The cost of operating an electric car is catching up with gas-powered car costs. The Institute for Energy Research cites work of the Anderson Economic Group: “In the fourth quarter of 2022, drivers fueling a typical mid-priced Internal Combustion Engine (ICE) car paid $11.29 to fuel their vehicle for 100 miles of driving. That cost…
Author: Jane Shaw Stroup
Wednesday Highlights
- India is expanding coal mining. The government has “reopened old coal mines, carved out new ones, and, perhaps most telling, extended contracts to private mining companies for longer periods,” says Karishma Mehrotra in the Washington Post.
- $375 million here; $2 billion there. The Dept. of Energy is lending money to private firms to produce mineral components for electric vehicles, says Jeff St. John of Canary Media.
- A federal public/private partnership is offering $10 million in federal funds for “recycling, reuse and remanufacturing R&D projects.” (Pocket change compared with the above.)
- William McGurn talks sense about East Palestine chemicals in the Wall Street Journal.
- “The force-fed energy transition to renewable fuels is destabilizing the U.S. electric grid,” writes the Wall St. Journal editorial board.
Tyler Cowen and Alex Epstein Debate Fossil Fuels
Economist and “Marginal Revolution” blogger Tyler Cowen takes issue with points in Alex Epstein’s 2022 book Fossil Fuels. Cowen believes that it is time to begin changing from fossil fuel use to other energy sources. “We do have to adjust.” Writes Cowen: “[I] really do think we need to deviate from the world’s recent course…
Australian Agriculture Making Millions on ‘Carbon Farming’
The Australian outback has become a hotbed of carbon farming—raising and maintain trees that supposedly absorb carbon. The goal is to create “carbon credits” for companies that can’t reduce their carbon dioxide emissions. But the Australian government is buying most of them. Write Michael E. Miller and Frances Vinall in the Washington Post: “Here in…
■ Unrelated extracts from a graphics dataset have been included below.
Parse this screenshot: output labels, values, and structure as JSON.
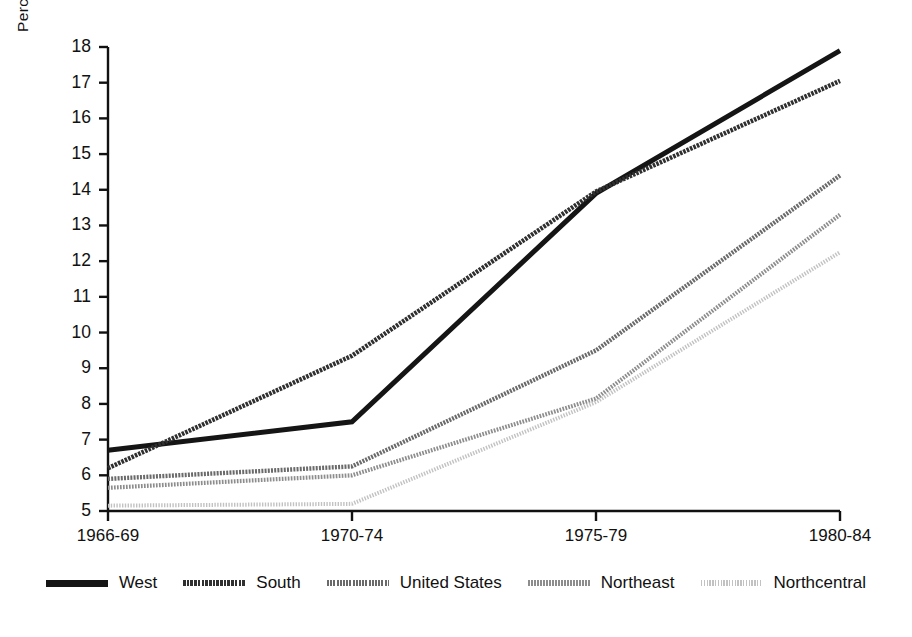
{
  "chart_data": {
    "type": "line",
    "title": "",
    "xlabel": "",
    "ylabel": "Percentage of difference",
    "categories": [
      "1966-69",
      "1970-74",
      "1975-79",
      "1980-84"
    ],
    "ylim": [
      5,
      18
    ],
    "yticks": [
      5,
      6,
      7,
      8,
      9,
      10,
      11,
      12,
      13,
      14,
      15,
      16,
      17,
      18
    ],
    "ytick_labels": [
      "5",
      "6",
      "7",
      "8",
      "9",
      "10",
      "11",
      "12",
      "13",
      "14",
      "15",
      "16",
      "17",
      "18"
    ],
    "grid": false,
    "legend_position": "bottom",
    "series": [
      {
        "name": "West",
        "values": [
          6.7,
          7.5,
          13.9,
          17.9
        ],
        "color": "#151515",
        "width": 5.0,
        "dash": "none"
      },
      {
        "name": "South",
        "values": [
          6.2,
          9.35,
          13.95,
          17.05
        ],
        "color": "#303030",
        "width": 4.6,
        "dash": "2.6 1.1"
      },
      {
        "name": "United States",
        "values": [
          5.9,
          6.25,
          9.5,
          14.4
        ],
        "color": "#6a6a6a",
        "width": 4.4,
        "dash": "2.0 1.2"
      },
      {
        "name": "Northeast",
        "values": [
          5.65,
          6.0,
          8.15,
          13.3
        ],
        "color": "#8d8d8d",
        "width": 4.2,
        "dash": "1.7 1.3"
      },
      {
        "name": "Northcentral",
        "values": [
          5.15,
          5.2,
          8.05,
          12.25
        ],
        "color": "#c2c2c2",
        "width": 4.0,
        "dash": "1.4 1.4"
      }
    ]
  },
  "axes": {
    "y_label": "Percentage of difference",
    "y_tick_labels": [
      "18",
      "17",
      "16",
      "15",
      "14",
      "13",
      "12",
      "11",
      "10",
      "9",
      "8",
      "7",
      "6",
      "5"
    ],
    "x_tick_labels": [
      "1966-69",
      "1970-74",
      "1975-79",
      "1980-84"
    ]
  },
  "legend": {
    "items": [
      {
        "label": "West"
      },
      {
        "label": "South"
      },
      {
        "label": "United States"
      },
      {
        "label": "Northeast"
      },
      {
        "label": "Northcentral"
      }
    ]
  }
}
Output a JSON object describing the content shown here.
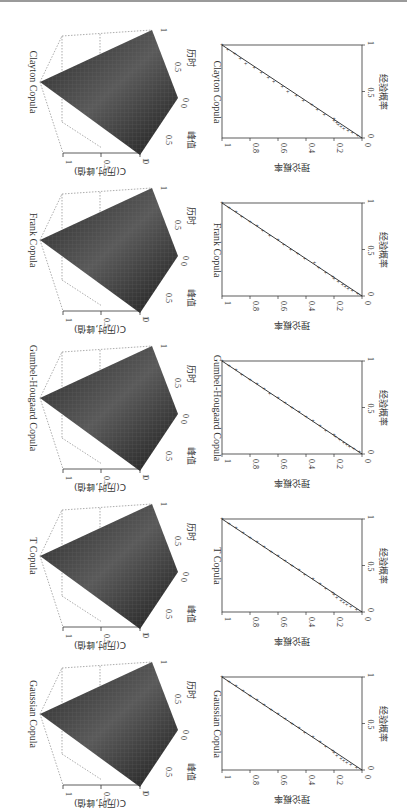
{
  "figure": {
    "orientation": "rotated 90 degrees clockwise",
    "layout": "5 rows x 2 columns; left column = 3D copula CDF surfaces, right column = P-P plots",
    "panels_3d_labels": {
      "x_axis": "历时",
      "y_axis": "峰值",
      "z_axis": "C(历时,峰值)",
      "x_ticks": [
        "0",
        "0.5",
        "1"
      ],
      "y_ticks": [
        "0",
        "0.5",
        "1"
      ],
      "z_ticks": [
        "0",
        "0.5",
        "1"
      ]
    },
    "panels_pp_labels": {
      "x_axis": "经验概率",
      "y_axis": "理论概率",
      "x_ticks": [
        "0",
        "0.5",
        "1"
      ],
      "y_ticks": [
        "0",
        "0.2",
        "0.4",
        "0.6",
        "0.8",
        "1"
      ]
    },
    "rows": [
      {
        "title": "Clayton Copula"
      },
      {
        "title": "Frank Copula"
      },
      {
        "title": "Gumbel-Hougaard Copula"
      },
      {
        "title": "T Copula"
      },
      {
        "title": "Gaussian Copula"
      }
    ]
  },
  "chart_data": [
    {
      "type": "surface",
      "title": "Clayton Copula",
      "xlabel": "历时",
      "ylabel": "峰值",
      "zlabel": "C(历时,峰值)",
      "xlim": [
        0,
        1
      ],
      "ylim": [
        0,
        1
      ],
      "zlim": [
        0,
        1
      ]
    },
    {
      "type": "scatter",
      "title": "Clayton Copula",
      "xlabel": "经验概率",
      "ylabel": "理论概率",
      "xlim": [
        0,
        1
      ],
      "ylim": [
        0,
        1
      ],
      "reference_line": [
        [
          0,
          0
        ],
        [
          1,
          1
        ]
      ],
      "points": [
        [
          0.02,
          0.03
        ],
        [
          0.05,
          0.07
        ],
        [
          0.08,
          0.1
        ],
        [
          0.1,
          0.13
        ],
        [
          0.12,
          0.15
        ],
        [
          0.14,
          0.17
        ],
        [
          0.16,
          0.18
        ],
        [
          0.18,
          0.2
        ],
        [
          0.2,
          0.2
        ],
        [
          0.25,
          0.27
        ],
        [
          0.3,
          0.32
        ],
        [
          0.35,
          0.36
        ],
        [
          0.4,
          0.42
        ],
        [
          0.45,
          0.47
        ],
        [
          0.5,
          0.53
        ],
        [
          0.55,
          0.57
        ],
        [
          0.6,
          0.63
        ],
        [
          0.65,
          0.67
        ],
        [
          0.7,
          0.72
        ],
        [
          0.75,
          0.77
        ],
        [
          0.8,
          0.83
        ],
        [
          0.85,
          0.87
        ],
        [
          0.9,
          0.91
        ],
        [
          0.95,
          0.96
        ],
        [
          1.0,
          1.0
        ]
      ]
    },
    {
      "type": "surface",
      "title": "Frank Copula",
      "xlabel": "历时",
      "ylabel": "峰值",
      "zlabel": "C(历时,峰值)",
      "xlim": [
        0,
        1
      ],
      "ylim": [
        0,
        1
      ],
      "zlim": [
        0,
        1
      ]
    },
    {
      "type": "scatter",
      "title": "Frank Copula",
      "xlabel": "经验概率",
      "ylabel": "理论概率",
      "xlim": [
        0,
        1
      ],
      "ylim": [
        0,
        1
      ],
      "reference_line": [
        [
          0,
          0
        ],
        [
          1,
          1
        ]
      ],
      "points": [
        [
          0.02,
          0.03
        ],
        [
          0.05,
          0.07
        ],
        [
          0.08,
          0.1
        ],
        [
          0.1,
          0.12
        ],
        [
          0.12,
          0.14
        ],
        [
          0.15,
          0.17
        ],
        [
          0.18,
          0.2
        ],
        [
          0.2,
          0.21
        ],
        [
          0.25,
          0.26
        ],
        [
          0.3,
          0.31
        ],
        [
          0.35,
          0.34
        ],
        [
          0.4,
          0.41
        ],
        [
          0.45,
          0.46
        ],
        [
          0.5,
          0.51
        ],
        [
          0.55,
          0.56
        ],
        [
          0.6,
          0.6
        ],
        [
          0.65,
          0.66
        ],
        [
          0.7,
          0.71
        ],
        [
          0.75,
          0.75
        ],
        [
          0.8,
          0.8
        ],
        [
          0.85,
          0.86
        ],
        [
          0.9,
          0.9
        ],
        [
          0.95,
          0.95
        ],
        [
          1.0,
          1.0
        ]
      ]
    },
    {
      "type": "surface",
      "title": "Gumbel-Hougaard Copula",
      "xlabel": "历时",
      "ylabel": "峰值",
      "zlabel": "C(历时,峰值)",
      "xlim": [
        0,
        1
      ],
      "ylim": [
        0,
        1
      ],
      "zlim": [
        0,
        1
      ]
    },
    {
      "type": "scatter",
      "title": "Gumbel-Hougaard Copula",
      "xlabel": "经验概率",
      "ylabel": "理论概率",
      "xlim": [
        0,
        1
      ],
      "ylim": [
        0,
        1
      ],
      "reference_line": [
        [
          0,
          0
        ],
        [
          1,
          1
        ]
      ],
      "points": [
        [
          0.02,
          0.02
        ],
        [
          0.05,
          0.06
        ],
        [
          0.08,
          0.09
        ],
        [
          0.1,
          0.11
        ],
        [
          0.12,
          0.13
        ],
        [
          0.15,
          0.16
        ],
        [
          0.18,
          0.19
        ],
        [
          0.2,
          0.2
        ],
        [
          0.25,
          0.26
        ],
        [
          0.3,
          0.3
        ],
        [
          0.35,
          0.35
        ],
        [
          0.4,
          0.4
        ],
        [
          0.45,
          0.45
        ],
        [
          0.5,
          0.5
        ],
        [
          0.55,
          0.55
        ],
        [
          0.6,
          0.6
        ],
        [
          0.65,
          0.66
        ],
        [
          0.7,
          0.7
        ],
        [
          0.75,
          0.75
        ],
        [
          0.8,
          0.8
        ],
        [
          0.85,
          0.86
        ],
        [
          0.9,
          0.9
        ],
        [
          0.95,
          0.95
        ],
        [
          1.0,
          1.0
        ]
      ]
    },
    {
      "type": "surface",
      "title": "T Copula",
      "xlabel": "历时",
      "ylabel": "峰值",
      "zlabel": "C(历时,峰值)",
      "xlim": [
        0,
        1
      ],
      "ylim": [
        0,
        1
      ],
      "zlim": [
        0,
        1
      ]
    },
    {
      "type": "scatter",
      "title": "T Copula",
      "xlabel": "经验概率",
      "ylabel": "理论概率",
      "xlim": [
        0,
        1
      ],
      "ylim": [
        0,
        1
      ],
      "reference_line": [
        [
          0,
          0
        ],
        [
          1,
          1
        ]
      ],
      "points": [
        [
          0.02,
          0.04
        ],
        [
          0.05,
          0.08
        ],
        [
          0.08,
          0.11
        ],
        [
          0.1,
          0.13
        ],
        [
          0.12,
          0.15
        ],
        [
          0.15,
          0.18
        ],
        [
          0.18,
          0.2
        ],
        [
          0.2,
          0.21
        ],
        [
          0.25,
          0.26
        ],
        [
          0.3,
          0.3
        ],
        [
          0.35,
          0.35
        ],
        [
          0.4,
          0.41
        ],
        [
          0.45,
          0.45
        ],
        [
          0.5,
          0.5
        ],
        [
          0.55,
          0.55
        ],
        [
          0.6,
          0.6
        ],
        [
          0.65,
          0.65
        ],
        [
          0.7,
          0.7
        ],
        [
          0.75,
          0.75
        ],
        [
          0.8,
          0.8
        ],
        [
          0.85,
          0.85
        ],
        [
          0.9,
          0.9
        ],
        [
          0.95,
          0.95
        ],
        [
          1.0,
          1.0
        ]
      ]
    },
    {
      "type": "surface",
      "title": "Gaussian Copula",
      "xlabel": "历时",
      "ylabel": "峰值",
      "zlabel": "C(历时,峰值)",
      "xlim": [
        0,
        1
      ],
      "ylim": [
        0,
        1
      ],
      "zlim": [
        0,
        1
      ]
    },
    {
      "type": "scatter",
      "title": "Gaussian Copula",
      "xlabel": "经验概率",
      "ylabel": "理论概率",
      "xlim": [
        0,
        1
      ],
      "ylim": [
        0,
        1
      ],
      "reference_line": [
        [
          0,
          0
        ],
        [
          1,
          1
        ]
      ],
      "points": [
        [
          0.02,
          0.04
        ],
        [
          0.05,
          0.08
        ],
        [
          0.08,
          0.11
        ],
        [
          0.1,
          0.13
        ],
        [
          0.12,
          0.15
        ],
        [
          0.15,
          0.18
        ],
        [
          0.18,
          0.2
        ],
        [
          0.2,
          0.21
        ],
        [
          0.25,
          0.26
        ],
        [
          0.3,
          0.3
        ],
        [
          0.35,
          0.35
        ],
        [
          0.4,
          0.41
        ],
        [
          0.45,
          0.45
        ],
        [
          0.5,
          0.5
        ],
        [
          0.55,
          0.55
        ],
        [
          0.6,
          0.6
        ],
        [
          0.65,
          0.65
        ],
        [
          0.7,
          0.7
        ],
        [
          0.75,
          0.75
        ],
        [
          0.8,
          0.8
        ],
        [
          0.85,
          0.85
        ],
        [
          0.9,
          0.9
        ],
        [
          0.95,
          0.95
        ],
        [
          1.0,
          1.0
        ]
      ]
    }
  ]
}
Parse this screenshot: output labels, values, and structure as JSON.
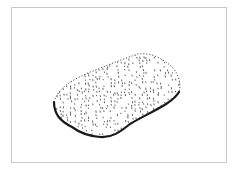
{
  "figure": {
    "ink_color": "#1a1a1a",
    "frame_color": "#c8c8c8",
    "background_color": "#ffffff"
  }
}
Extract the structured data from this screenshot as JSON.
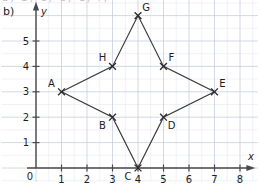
{
  "figure": {
    "part_label": "b)",
    "clipped_top_text": "a) b) c) d) e) f)"
  },
  "chart_data": {
    "type": "scatter",
    "title": "",
    "xlabel": "x",
    "ylabel": "y",
    "xlim": [
      0,
      8.6
    ],
    "ylim": [
      0,
      6.5
    ],
    "grid": true,
    "grid_minor_step": 0.5,
    "legend": "none",
    "origin_label": "0",
    "xticks": [
      1,
      2,
      3,
      4,
      5,
      6,
      7,
      8
    ],
    "yticks": [
      1,
      2,
      3,
      4,
      5
    ],
    "points": [
      {
        "label": "A",
        "x": 1,
        "y": 3,
        "label_pos": "up-left"
      },
      {
        "label": "B",
        "x": 3,
        "y": 2,
        "label_pos": "down-left"
      },
      {
        "label": "C",
        "x": 4,
        "y": 0,
        "label_pos": "down-left"
      },
      {
        "label": "D",
        "x": 5,
        "y": 2,
        "label_pos": "down-right"
      },
      {
        "label": "E",
        "x": 7,
        "y": 3,
        "label_pos": "up-right"
      },
      {
        "label": "F",
        "x": 5,
        "y": 4,
        "label_pos": "up-right"
      },
      {
        "label": "G",
        "x": 4,
        "y": 6,
        "label_pos": "up-right"
      },
      {
        "label": "H",
        "x": 3,
        "y": 4,
        "label_pos": "up-left"
      }
    ],
    "polygon_order": [
      "A",
      "H",
      "G",
      "F",
      "E",
      "D",
      "C",
      "B"
    ],
    "shape": "eight-pointed star outline",
    "annotations": []
  },
  "colors": {
    "axis": "#4a4a4a",
    "grid_major": "#c8cedd",
    "grid_minor": "#e6eaf2",
    "series_line": "#3a3a3a",
    "marker": "#2b2b2b",
    "text": "#1d1d1d",
    "background": "#ffffff"
  }
}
A Weak Defense of ESG in Investing
Two writers on the Harvard Business Review blog claim that ESG (that is, adding environmental, social, and governance criteria to investment decisions) is not bad when you stick to the straight and narrow: identifying material risks from non-financial criteria. “To us, ESG is simply about identifying material risk factors that matter to company profitability and…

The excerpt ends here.